That's according to the Times of London, which reports today that the Time Warner CEO is ready to hand over the top job to Jeff Bewkes as early as next week. That's a bit sooner than had been expected. The TW board apparently discussed the handover at a meeting this week in London. (A TW spokesman denied the Times of London report.) Okay, so while no official decision has been made, there's little doubt that Richard Parsons is ready to step down, and Bewkes is ready to step up. “When you find the right person to take over,” he told the NYT's Joe Nocera back in August, “and that person is ready to rock ‘n’ roll, you’ve got to get out of the way.” Rock 'n' roll indeed - Bewkes is considered less sentimental than Parsons, so there are all kinds of reports about a major shakeup in the works – including the Warner Brothers operation out here. Anyway, it's an end-of-an-era type story: Parsons held TW together after the disastrous AOL merger. Here's more from the Nocera column:
There are plenty of people on Wall Street who believe that Mr. Parsons doesn’t break a sweat — and that’s been the biggest problem in the five years he has been running Time Warner. Why hasn’t he followed the example of his fellow media mogul Rupert Murdoch, scooping up hot Internet companies like MySpace, and buying coveted brands like Dow Jones? Why hasn’t he spun off Time Warner Cable? Why can’t he figure out what to do about AOL? And why, oh, why can’t he get the stock price to rise? “At the beginning of 2005,” said Richard Greenfield, a media analyst with the independent firm Pali Research, “the stock was at 19. Right now, it’s around 18. When do they start taking shareholder value seriously?

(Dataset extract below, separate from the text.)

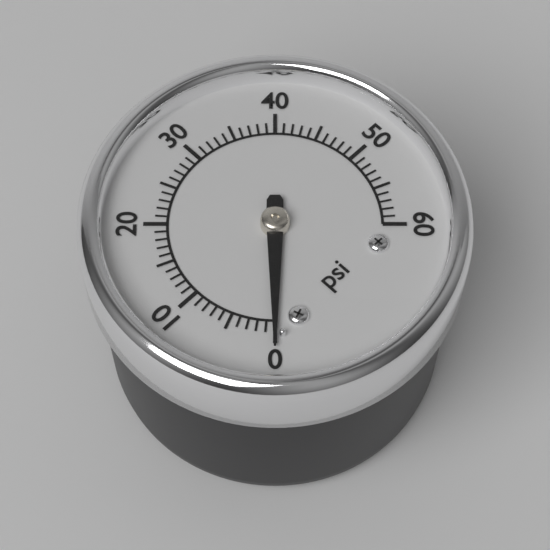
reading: 0 psi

They have had long enough to make this thing work.” There is another view about Mr. Parsons’s tenure as Time Warner’s chief executive, though. According to this view, which is held almost universally within Time Warner, when he first took over the company, he performed nothing short of a miracle, rescuing it from the single worst deal in modern business history, the AOL-Time Warner merger.
The question, of course, is what now? He keeps denying rumors about an interest in running for mayor of NY - though whenever the announcement is made you can be sure those rumbles will resurface. He's only 60 and arguably the most prominent African-American in U.S. business (and in case you're wondering, he’s a Rockefeller Republican).